Frequently asked questions

Using intent detection, AI agents can understand complex queries and draw out what it is customers are actually asking for.

Our conversational search engine makes our AI agents perfect for handling frequently asked questions. Because the agents have your knowledge base at their fingertips, they can answer any customer queries that are covered in the knowledge base, regardless of whether or not you’ve specifically trained them for that specific query.

Making claims

When customers make insurance claims, they have to provide a substantial amount of information regarding their circumstances. Agents must get the correct information from customers and add it into the correct database. This process is very much like filling a form, but using voice. Conversational AI is incredibly well equipped to handle this type of conversation.

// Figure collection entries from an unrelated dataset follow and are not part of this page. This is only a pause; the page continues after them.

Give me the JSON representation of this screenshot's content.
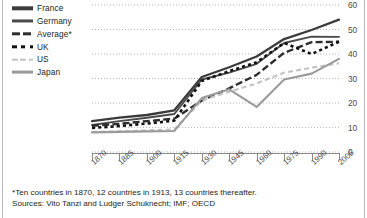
{
  "figure": {
    "footnote": "*Ten countries in 1870, 12 countries in 1913, 13 countries thereafter.",
    "sources": "Sources: Vito Tanzi and Ludger Schuknecht; IMF; OECD"
  },
  "legend": {
    "position": "top-left",
    "items": [
      {
        "label": "France",
        "style": "solid-thick",
        "color": "#3b3b3b"
      },
      {
        "label": "Germany",
        "style": "solid",
        "color": "#4a4a4a"
      },
      {
        "label": "Average*",
        "style": "dash-thick",
        "color": "#2e2e2e"
      },
      {
        "label": "UK",
        "style": "dot-square",
        "color": "#111111"
      },
      {
        "label": "US",
        "style": "dash-light",
        "color": "#c3c3c3"
      },
      {
        "label": "Japan",
        "style": "solid-gray",
        "color": "#9a9a9a"
      }
    ]
  },
  "chart_data": {
    "type": "line",
    "title": "",
    "subtitle": "",
    "xlabel": "",
    "ylabel": "",
    "grid": true,
    "x": [
      1870,
      1885,
      1900,
      1915,
      1930,
      1945,
      1960,
      1975,
      1990,
      2005
    ],
    "xticklabels": [
      "1870",
      "1885",
      "1900",
      "1915",
      "1930",
      "1945",
      "1960",
      "1975",
      "1990",
      "2005"
    ],
    "xlim": [
      1870,
      2005
    ],
    "ylim": [
      0,
      60
    ],
    "yticks": [
      0,
      10,
      20,
      30,
      40,
      50,
      60
    ],
    "yticklabels": [
      "0",
      "10",
      "20",
      "30",
      "40",
      "50",
      "60"
    ],
    "yaxis_position": "right",
    "series": [
      {
        "name": "France",
        "values": [
          12.6,
          14.0,
          15.1,
          17.0,
          30.6,
          34.6,
          39.0,
          46.1,
          49.8,
          54.0
        ]
      },
      {
        "name": "Germany",
        "values": [
          11.0,
          12.6,
          14.0,
          15.5,
          29.6,
          32.4,
          36.0,
          44.5,
          47.1,
          47.0
        ]
      },
      {
        "name": "Average*",
        "values": [
          10.7,
          11.5,
          12.6,
          13.6,
          21.0,
          26.0,
          31.5,
          40.5,
          44.8,
          45.0
        ]
      },
      {
        "name": "UK",
        "values": [
          9.8,
          10.6,
          11.6,
          12.8,
          29.0,
          33.0,
          36.6,
          44.5,
          40.0,
          45.0
        ]
      },
      {
        "name": "US",
        "values": [
          8.2,
          8.4,
          8.8,
          9.2,
          21.0,
          24.6,
          28.0,
          32.4,
          34.4,
          36.2
        ]
      },
      {
        "name": "Japan",
        "values": [
          8.0,
          8.2,
          8.4,
          8.6,
          22.0,
          25.6,
          18.4,
          29.6,
          32.0,
          38.0
        ]
      }
    ]
  }
}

When a customer phones up to make a claim, they’re likely to give a lot of information up front. For example, somebody might say, ‘my iPhone X was stolen about half an hour ago at Kings Cross train station.’

In this example, the customer has explained:

  • A theft
  • An iPhone X
  • About half an hour ago
  • Kings Cross train station

For a human agent following a script, it’s difficult to record all of this information immediately, and impossible if the software you’re using requires information to entered in a specific order and across multiple screens.

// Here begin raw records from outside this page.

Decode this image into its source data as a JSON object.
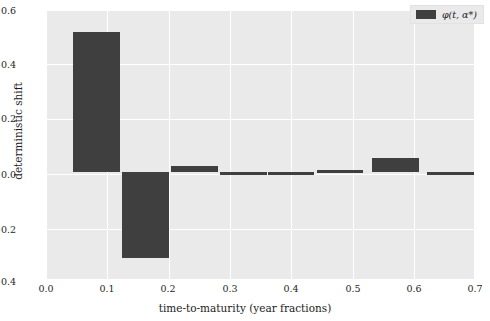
{
  "chart_data": {
    "type": "bar",
    "title": "",
    "xlabel": "time-to-maturity (year fractions)",
    "ylabel": "deterministic shift",
    "xlim": [
      0.0,
      0.7
    ],
    "ylim": [
      -0.4,
      0.6
    ],
    "xticks": [
      "0.0",
      "0.1",
      "0.2",
      "0.3",
      "0.4",
      "0.5",
      "0.6",
      "0.7"
    ],
    "xtick_values": [
      0.0,
      0.1,
      0.2,
      0.3,
      0.4,
      0.5,
      0.6,
      0.7
    ],
    "yticks": [
      "0.6",
      "0.4",
      "0.2",
      "0.0",
      "−0.2",
      "−0.4"
    ],
    "ytick_values": [
      0.6,
      0.4,
      0.2,
      0.0,
      -0.2,
      -0.4
    ],
    "grid": true,
    "legend_position": "upper right",
    "bar_color": "#3f3f3f",
    "plot_background": "#eaeaea",
    "gridline_color": "#ffffff",
    "figure_background": "#ffffff",
    "bar_width": 0.076,
    "series": [
      {
        "name": "φ(t, α*)",
        "x": [
          0.082,
          0.162,
          0.242,
          0.322,
          0.4,
          0.48,
          0.57,
          0.66
        ],
        "values": [
          0.52,
          -0.32,
          0.021,
          -0.006,
          -0.006,
          0.007,
          0.052,
          -0.012
        ]
      }
    ],
    "categories": [
      "0.082",
      "0.162",
      "0.242",
      "0.322",
      "0.400",
      "0.480",
      "0.570",
      "0.660"
    ],
    "annotations": []
  },
  "legend": {
    "label": "φ(t, α*)"
  }
}
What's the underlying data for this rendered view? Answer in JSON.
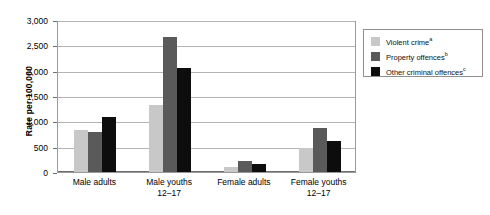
{
  "chart_data": {
    "type": "bar",
    "title": "",
    "xlabel": "",
    "ylabel": "Rate per 100,000",
    "ylim": [
      0,
      3000
    ],
    "ytick_labels": [
      "0",
      "500",
      "1,000",
      "1,500",
      "2,000",
      "2,500",
      "3,000"
    ],
    "ytick_values": [
      0,
      500,
      1000,
      1500,
      2000,
      2500,
      3000
    ],
    "grid": true,
    "legend_position": "right",
    "categories": [
      "Male adults",
      "Male youths 12–17",
      "Female adults",
      "Female youths 12–17"
    ],
    "category_lines": [
      {
        "line1": "Male adults",
        "line2": ""
      },
      {
        "line1": "Male youths",
        "line2": "12–17"
      },
      {
        "line1": "Female adults",
        "line2": ""
      },
      {
        "line1": "Female youths",
        "line2": "12–17"
      }
    ],
    "series": [
      {
        "name": "Violent crime",
        "footnote": "a",
        "color": "#c8c8c8",
        "values": [
          830,
          1330,
          90,
          470
        ]
      },
      {
        "name": "Property offences",
        "footnote": "b",
        "color": "#5a5a5a",
        "values": [
          800,
          2680,
          210,
          880
        ]
      },
      {
        "name": "Other criminal offences",
        "footnote": "c",
        "color": "#0d0d0d",
        "values": [
          1090,
          2060,
          150,
          610
        ]
      }
    ]
  },
  "legend": {
    "items": [
      {
        "label": "Violent crime",
        "footnote": "a"
      },
      {
        "label": "Property offences",
        "footnote": "b"
      },
      {
        "label": "Other criminal offences",
        "footnote": "c"
      }
    ]
  },
  "colors": {
    "series_light": "#c8c8c8",
    "series_medium": "#5a5a5a",
    "series_dark": "#0d0d0d",
    "gridline": "#b4b4b4",
    "axis": "#6e6e6e",
    "frame": "#9a9a9a"
  }
}
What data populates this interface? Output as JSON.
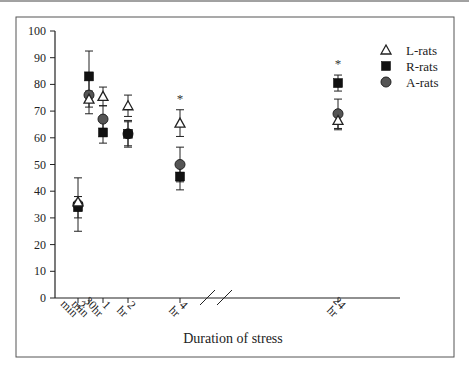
{
  "chart_data": {
    "type": "scatter",
    "title": "",
    "xlabel": "Duration of stress",
    "ylabel": "",
    "ylim": [
      0,
      100
    ],
    "yticks": [
      0,
      10,
      20,
      30,
      40,
      50,
      60,
      70,
      80,
      90,
      100
    ],
    "categories": [
      "2 min",
      "30 min",
      "1 hr",
      "2 hr",
      "4 hr",
      "24 hr"
    ],
    "axis_break": "between 4 hr and 24 hr",
    "grid": false,
    "legend_position": "top-right",
    "significance_marker": "*",
    "significant_categories": [
      "4 hr",
      "24 hr"
    ],
    "series": [
      {
        "name": "L-rats",
        "marker": "open-triangle",
        "color": "#ffffff",
        "values": [
          36,
          74.5,
          75.5,
          72,
          65.5,
          66.5
        ],
        "error": [
          2,
          3,
          3.5,
          4,
          5,
          3.5
        ]
      },
      {
        "name": "R-rats",
        "marker": "filled-square",
        "color": "#111111",
        "values": [
          34,
          83,
          62,
          61.5,
          45.5,
          80.5
        ],
        "error": [
          4,
          9.5,
          4,
          4.5,
          5,
          3
        ]
      },
      {
        "name": "A-rats",
        "marker": "filled-circle",
        "color": "#555555",
        "values": [
          35,
          76,
          67,
          61.5,
          50,
          69
        ],
        "error": [
          10,
          7,
          5,
          5,
          6.5,
          5.5
        ]
      }
    ]
  }
}
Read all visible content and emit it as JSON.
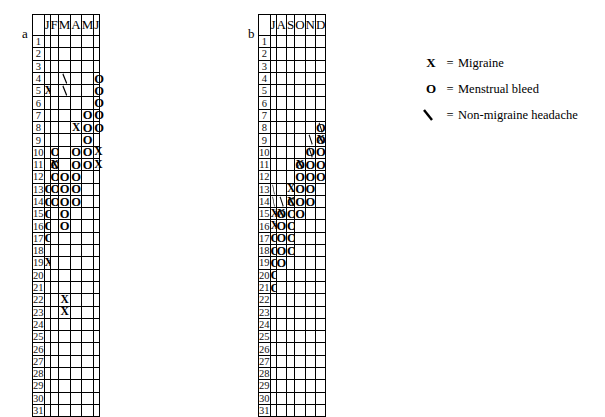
{
  "figure": {
    "panels": [
      {
        "letter": "a",
        "months": [
          "J",
          "F",
          "M",
          "A",
          "M",
          "J"
        ],
        "month_names": [
          "January",
          "February",
          "March",
          "April",
          "May",
          "June"
        ],
        "days": [
          1,
          2,
          3,
          4,
          5,
          6,
          7,
          8,
          9,
          10,
          11,
          12,
          13,
          14,
          15,
          16,
          17,
          18,
          19,
          20,
          21,
          22,
          23,
          24,
          25,
          26,
          27,
          28,
          29,
          30,
          31
        ],
        "marks": [
          {
            "day": 4,
            "col": 2,
            "symbols": [
              "slash"
            ]
          },
          {
            "day": 4,
            "col": 5,
            "symbols": [
              "O"
            ]
          },
          {
            "day": 5,
            "col": 0,
            "symbols": [
              "X"
            ]
          },
          {
            "day": 5,
            "col": 2,
            "symbols": [
              "slash"
            ]
          },
          {
            "day": 5,
            "col": 5,
            "symbols": [
              "O"
            ]
          },
          {
            "day": 6,
            "col": 5,
            "symbols": [
              "O"
            ]
          },
          {
            "day": 7,
            "col": 4,
            "symbols": [
              "O"
            ]
          },
          {
            "day": 7,
            "col": 5,
            "symbols": [
              "O"
            ]
          },
          {
            "day": 8,
            "col": 3,
            "symbols": [
              "X"
            ]
          },
          {
            "day": 8,
            "col": 4,
            "symbols": [
              "O"
            ]
          },
          {
            "day": 8,
            "col": 5,
            "symbols": [
              "O"
            ]
          },
          {
            "day": 9,
            "col": 4,
            "symbols": [
              "O"
            ]
          },
          {
            "day": 10,
            "col": 1,
            "symbols": [
              "O"
            ]
          },
          {
            "day": 10,
            "col": 3,
            "symbols": [
              "O"
            ]
          },
          {
            "day": 10,
            "col": 4,
            "symbols": [
              "O"
            ]
          },
          {
            "day": 10,
            "col": 5,
            "symbols": [
              "X"
            ]
          },
          {
            "day": 11,
            "col": 1,
            "symbols": [
              "O",
              "X"
            ]
          },
          {
            "day": 11,
            "col": 3,
            "symbols": [
              "O"
            ]
          },
          {
            "day": 11,
            "col": 4,
            "symbols": [
              "O"
            ]
          },
          {
            "day": 11,
            "col": 5,
            "symbols": [
              "X"
            ]
          },
          {
            "day": 12,
            "col": 1,
            "symbols": [
              "O"
            ]
          },
          {
            "day": 12,
            "col": 2,
            "symbols": [
              "O"
            ]
          },
          {
            "day": 12,
            "col": 3,
            "symbols": [
              "O"
            ]
          },
          {
            "day": 13,
            "col": 0,
            "symbols": [
              "O"
            ]
          },
          {
            "day": 13,
            "col": 1,
            "symbols": [
              "O"
            ]
          },
          {
            "day": 13,
            "col": 2,
            "symbols": [
              "O"
            ]
          },
          {
            "day": 13,
            "col": 3,
            "symbols": [
              "O"
            ]
          },
          {
            "day": 14,
            "col": 0,
            "symbols": [
              "O"
            ]
          },
          {
            "day": 14,
            "col": 1,
            "symbols": [
              "O"
            ]
          },
          {
            "day": 14,
            "col": 2,
            "symbols": [
              "O"
            ]
          },
          {
            "day": 14,
            "col": 3,
            "symbols": [
              "O"
            ]
          },
          {
            "day": 15,
            "col": 0,
            "symbols": [
              "O"
            ]
          },
          {
            "day": 15,
            "col": 2,
            "symbols": [
              "O"
            ]
          },
          {
            "day": 16,
            "col": 0,
            "symbols": [
              "O"
            ]
          },
          {
            "day": 16,
            "col": 2,
            "symbols": [
              "O"
            ]
          },
          {
            "day": 17,
            "col": 0,
            "symbols": [
              "O"
            ]
          },
          {
            "day": 19,
            "col": 0,
            "symbols": [
              "X"
            ]
          },
          {
            "day": 22,
            "col": 2,
            "symbols": [
              "X"
            ]
          },
          {
            "day": 23,
            "col": 2,
            "symbols": [
              "X"
            ]
          }
        ],
        "blacked": [
          {
            "day": 29,
            "col": 1
          },
          {
            "day": 30,
            "col": 1
          },
          {
            "day": 31,
            "col": 1
          },
          {
            "day": 31,
            "col": 3
          },
          {
            "day": 31,
            "col": 5
          }
        ]
      },
      {
        "letter": "b",
        "months": [
          "J",
          "A",
          "S",
          "O",
          "N",
          "D"
        ],
        "month_names": [
          "July",
          "August",
          "September",
          "October",
          "November",
          "December"
        ],
        "days": [
          1,
          2,
          3,
          4,
          5,
          6,
          7,
          8,
          9,
          10,
          11,
          12,
          13,
          14,
          15,
          16,
          17,
          18,
          19,
          20,
          21,
          22,
          23,
          24,
          25,
          26,
          27,
          28,
          29,
          30,
          31
        ],
        "marks": [
          {
            "day": 8,
            "col": 5,
            "symbols": [
              "O",
              "slash"
            ]
          },
          {
            "day": 9,
            "col": 4,
            "symbols": [
              "slash"
            ]
          },
          {
            "day": 9,
            "col": 5,
            "symbols": [
              "O",
              "X"
            ]
          },
          {
            "day": 10,
            "col": 4,
            "symbols": [
              "O",
              "slash"
            ]
          },
          {
            "day": 10,
            "col": 5,
            "symbols": [
              "O"
            ]
          },
          {
            "day": 11,
            "col": 3,
            "symbols": [
              "O",
              "X"
            ]
          },
          {
            "day": 11,
            "col": 4,
            "symbols": [
              "O"
            ]
          },
          {
            "day": 11,
            "col": 5,
            "symbols": [
              "O"
            ]
          },
          {
            "day": 12,
            "col": 3,
            "symbols": [
              "O"
            ]
          },
          {
            "day": 12,
            "col": 4,
            "symbols": [
              "O"
            ]
          },
          {
            "day": 12,
            "col": 5,
            "symbols": [
              "O"
            ]
          },
          {
            "day": 13,
            "col": 0,
            "symbols": [
              "slash"
            ]
          },
          {
            "day": 13,
            "col": 2,
            "symbols": [
              "X"
            ]
          },
          {
            "day": 13,
            "col": 3,
            "symbols": [
              "O"
            ]
          },
          {
            "day": 13,
            "col": 4,
            "symbols": [
              "O"
            ]
          },
          {
            "day": 14,
            "col": 0,
            "symbols": [
              "slash"
            ]
          },
          {
            "day": 14,
            "col": 1,
            "symbols": [
              "slash"
            ]
          },
          {
            "day": 14,
            "col": 2,
            "symbols": [
              "O",
              "X"
            ]
          },
          {
            "day": 14,
            "col": 3,
            "symbols": [
              "O"
            ]
          },
          {
            "day": 14,
            "col": 4,
            "symbols": [
              "O"
            ]
          },
          {
            "day": 15,
            "col": 0,
            "symbols": [
              "X"
            ]
          },
          {
            "day": 15,
            "col": 1,
            "symbols": [
              "O",
              "X"
            ]
          },
          {
            "day": 15,
            "col": 2,
            "symbols": [
              "O"
            ]
          },
          {
            "day": 15,
            "col": 3,
            "symbols": [
              "O"
            ]
          },
          {
            "day": 16,
            "col": 0,
            "symbols": [
              "X"
            ]
          },
          {
            "day": 16,
            "col": 1,
            "symbols": [
              "O"
            ]
          },
          {
            "day": 16,
            "col": 2,
            "symbols": [
              "O"
            ]
          },
          {
            "day": 17,
            "col": 0,
            "symbols": [
              "O"
            ]
          },
          {
            "day": 17,
            "col": 1,
            "symbols": [
              "O"
            ]
          },
          {
            "day": 17,
            "col": 2,
            "symbols": [
              "O"
            ]
          },
          {
            "day": 18,
            "col": 0,
            "symbols": [
              "O"
            ]
          },
          {
            "day": 18,
            "col": 1,
            "symbols": [
              "O"
            ]
          },
          {
            "day": 18,
            "col": 2,
            "symbols": [
              "O"
            ]
          },
          {
            "day": 19,
            "col": 0,
            "symbols": [
              "O"
            ]
          },
          {
            "day": 19,
            "col": 1,
            "symbols": [
              "O"
            ]
          },
          {
            "day": 20,
            "col": 0,
            "symbols": [
              "O"
            ]
          },
          {
            "day": 21,
            "col": 0,
            "symbols": [
              "O"
            ]
          }
        ],
        "blacked": [
          {
            "day": 31,
            "col": 2
          },
          {
            "day": 31,
            "col": 4
          }
        ]
      }
    ],
    "legend": [
      {
        "symbol": "X",
        "equals": "=",
        "label": "Migraine"
      },
      {
        "symbol": "O",
        "equals": "=",
        "label": "Menstrual bleed"
      },
      {
        "symbol": "slash",
        "equals": "=",
        "label": "Non-migraine headache"
      }
    ]
  }
}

AI agents, on the other hand, can pick out all of these relevant pieces of information and drop them in the correct slot off the bat. (Check out our previous post explaining how this is done). This way, the AI can fill in the gaps (e.g. ‘what colour was your iPhone X?’, ‘did you report the theft to the police?’) and the customer doesn’t need to repeat the information they’ve already provided.

Unlike pre-scripted chatbots, AI agents can handle non-linear conversations, where customers can ask questions along the way (e.g. where do I find my policy number?), change their mind (e.g., “oh sorry, it’s with my married name, Mrs Jones”) or correct the agent (e.g., “no it’s J O N E S”).

Taking payments

Recent changes to the Payment Services Directive (PSD2), are making it easier for product companies to gain access to customers’ bank accounts (with their permission of course) in order to provide new financial services. While this is great news for opening up an industry that has historically been in the hands of a small number of enormous institutions, it means any company handling payment information will need to jump through more security hoops than ever before.

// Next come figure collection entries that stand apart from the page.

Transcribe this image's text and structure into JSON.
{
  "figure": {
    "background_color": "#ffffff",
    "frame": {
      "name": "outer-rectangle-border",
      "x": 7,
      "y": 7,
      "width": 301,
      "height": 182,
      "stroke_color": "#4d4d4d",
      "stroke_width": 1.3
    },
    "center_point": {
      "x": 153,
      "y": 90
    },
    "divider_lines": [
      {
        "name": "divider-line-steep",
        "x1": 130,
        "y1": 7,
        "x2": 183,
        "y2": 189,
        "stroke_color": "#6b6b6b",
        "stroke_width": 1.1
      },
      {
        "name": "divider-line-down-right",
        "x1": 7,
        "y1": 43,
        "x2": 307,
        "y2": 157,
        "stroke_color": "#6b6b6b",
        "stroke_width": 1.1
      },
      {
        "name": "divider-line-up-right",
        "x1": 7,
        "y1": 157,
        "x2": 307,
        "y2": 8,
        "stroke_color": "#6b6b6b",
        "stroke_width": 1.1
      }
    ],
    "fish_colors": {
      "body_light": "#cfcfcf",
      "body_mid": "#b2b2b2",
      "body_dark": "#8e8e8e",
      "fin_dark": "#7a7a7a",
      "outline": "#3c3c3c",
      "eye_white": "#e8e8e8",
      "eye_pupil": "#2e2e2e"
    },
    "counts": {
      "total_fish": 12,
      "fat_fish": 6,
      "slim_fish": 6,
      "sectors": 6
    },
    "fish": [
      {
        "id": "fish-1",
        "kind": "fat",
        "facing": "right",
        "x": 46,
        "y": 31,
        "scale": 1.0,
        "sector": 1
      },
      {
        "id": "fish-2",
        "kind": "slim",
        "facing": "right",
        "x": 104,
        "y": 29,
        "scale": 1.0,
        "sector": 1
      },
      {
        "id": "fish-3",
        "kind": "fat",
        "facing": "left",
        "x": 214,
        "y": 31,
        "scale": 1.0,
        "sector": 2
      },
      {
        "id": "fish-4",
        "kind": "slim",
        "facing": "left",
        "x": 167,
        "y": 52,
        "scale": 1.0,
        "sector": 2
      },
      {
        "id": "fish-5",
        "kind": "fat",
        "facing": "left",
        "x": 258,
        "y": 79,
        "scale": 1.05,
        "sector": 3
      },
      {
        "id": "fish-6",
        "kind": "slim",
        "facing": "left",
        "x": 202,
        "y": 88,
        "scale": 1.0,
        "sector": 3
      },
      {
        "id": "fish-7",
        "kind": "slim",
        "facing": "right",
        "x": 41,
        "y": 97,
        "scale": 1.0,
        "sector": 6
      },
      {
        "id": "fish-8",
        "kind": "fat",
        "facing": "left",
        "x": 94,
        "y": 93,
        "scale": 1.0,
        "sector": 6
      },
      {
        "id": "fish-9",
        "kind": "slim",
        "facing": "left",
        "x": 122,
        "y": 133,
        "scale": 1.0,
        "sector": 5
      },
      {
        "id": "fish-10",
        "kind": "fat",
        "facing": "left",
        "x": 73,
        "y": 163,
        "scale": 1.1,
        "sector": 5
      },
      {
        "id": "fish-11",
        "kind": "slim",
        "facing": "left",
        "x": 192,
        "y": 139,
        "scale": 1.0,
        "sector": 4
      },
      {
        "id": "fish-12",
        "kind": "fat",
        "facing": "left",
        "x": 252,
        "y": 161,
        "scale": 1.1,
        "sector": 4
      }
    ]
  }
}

Conversational Al is by far one of the most secure ways to take personal information. Imagine that a customer paying a premium, or upgrading their account, does not have to give their bank details to a human at all. They’re simply handed off to an AI agent, who takes the details, passes them over to the payments provider, and forgets them. No one sees the payment details, and they’re not stored anywhere.

Unlimited capacity, in any language, on any channel, at any time

Unlike your human agents, AI agents aren’t limited in their capacity. They can deal with multiple customers simultaneously, without compromising efficacy. Once you have the core technology in place, you can deploy conversational AI across any conversational channel, from phone to webchat to smart speaker to text message; so you can speak to your customers using the channels they prefer.

And because conversational AI handles speech as a mathematical process, it’s much easier to deploy versions of your AI agents in multiple languages than it is to hire teams of native speakers around the world.

Knowing when humans are best

Not all interactions are best suited to AI. While AI agents should always be used to deal only with appropriate intents, conversations can still end end up going off on tangents. AI agents should be trained to know the limits of their own capabilities, and can hand off to a human agent at any point such as if the customer asks to speak to a human, if the agent fails a certain number of times consecutively, or if the customer uses certain trigger words.

The future of AI in your contact center

While fully autonomous assistants are still some way off, conversational AI can be an effective addition to your customer service team. AI agents are perfectly positioned to handle repetitive tasks like form filling, ID&V and taking payment details.